IE 5.5/6 was a good browser, rightly nailing the slow Nutscrape to the wall but it should never had been delivered with the OS after XP, locking MS into having to bare-bones maintain it. They should have done this retirement process long ago.
Google engineer suspended for violating confidentiality policies over 'sentient' AI
We can't measure either sentience or intelligence
We don't have a reliable, verified, reproduceable way to measure sentience or intelligence. Philosophers are still struggling to pin it down in a way that science can then measure. So we're left with anecdotes, human bias and argument such as The Chinese Room still. That's not going to tell us if we've achieved either.

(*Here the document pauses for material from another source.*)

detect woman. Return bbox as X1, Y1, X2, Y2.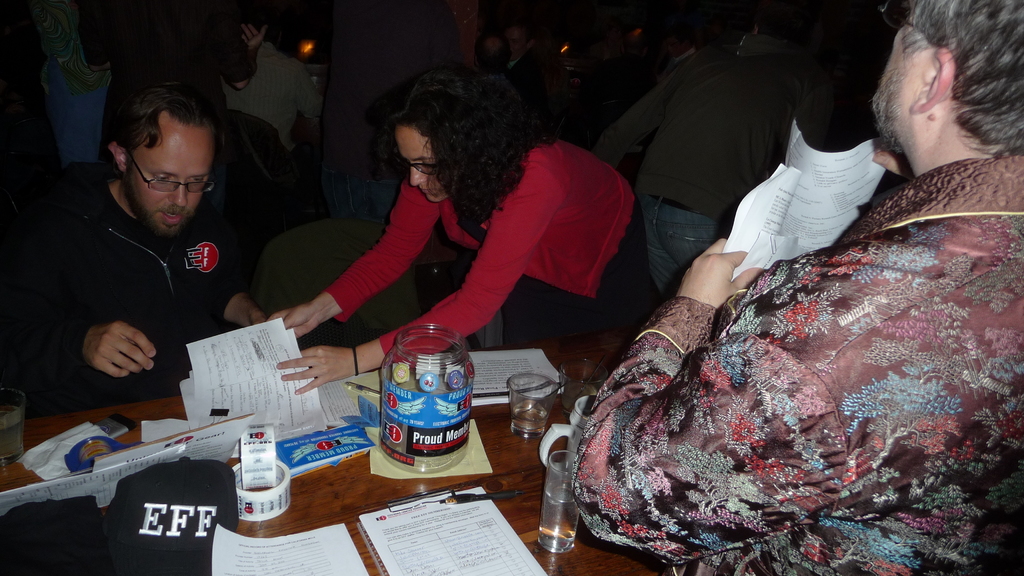
313, 79, 625, 387.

Oracle closes $28.3b Cerner buy amid warnings of commercial challenges
EU makes USB-C common charging port for most electronic devices
Re: The BS 546 Brexit connector next
Of course you'll be familiar with the fact that British Standard BS7671 for earth wires are yellow/green striped since 1977, so that no live or neutral wire could be misconnected. Also, red/green colourblindness in males is 8%, which isn't a majority even in post-Brexit-mathematics-land.
Mars helicopter needs patch to fly again after sensor failure
Behind Big Tech's big privacy heist: Deliberate obfuscation
Re: For the Apple haters…
Apple and MS are under investigation; I can only find $10m to Apple from the Italian regulator but that isn't strictly the EU using GDPR because.. A Wired article^1 explains the one-stop-shop where Ireland is responsible for litigation against a dizzying number of big tech including Apple and MS. There is an incredible backlog by the looks of it. Details in the article.
I'd imagine that Apple and MS will come off well (but not perfect) because their business models aren't around advertising. Apple's brand particularly relies upon privacy and IMO they are bigger privacy regulators than many governments.
I wouldn't ascribe favorable MS bias to El Reg; MS regularly gets eviscerated - largely by their own hand!
[1] https://www.wired.co.uk/article/gdpr-2022
Elon Musk says Twitter buy 'cannot move forward' until spam stats spat settled
Re: Definitions of spam are tricky
I agree that it works for email but how does that work for Twitter? If you are seeing posts retweeted by people you follow or appear in your suggestion feed because the Twitter algorithm has decided you would be interested, how do you judge the originator is a spam bot?
Definitions of spam are tricky
In the early days, Twitter was touted as a human readable event feed and for some of the accounts I follow it's just that - automated news/weather/traffic that doesn't have a human directly typing tweets but are of value. So at what point is it spam? If my local hobby shop automatically posted new products and I followed that feed, is that spam? It's spam to some, not me. If UK members of parliament repeat the same text automatically to boost signal, is that spam? It's a human pressing the button but the text is copied is just like a bot.
I don't really care about what rich people do with their money or how they choose to behave but I am concerned that a tool I find handy might be cut to shreds so that I have to find another way!
Tech pros warn EU 'data adequacy' at risk if Brexit Britain goes its own way

Probably more work for me if they go their separate ways
Right now our EU clients are relaxed about where our data centres are (UK or EU) because of the data adequacy agreement. GDPR isn't perfect (no law is IMO) but it's what a chunk of our clients use, so we do too. Any UK reform won't change that. If there is deviation and we lose data adequacy, I'm going to have to move some stuff out of the UK and (if the NI protocol is anything to go by) create extra paperwork to prove that we're still GDPR compliant. Not looking forward to that.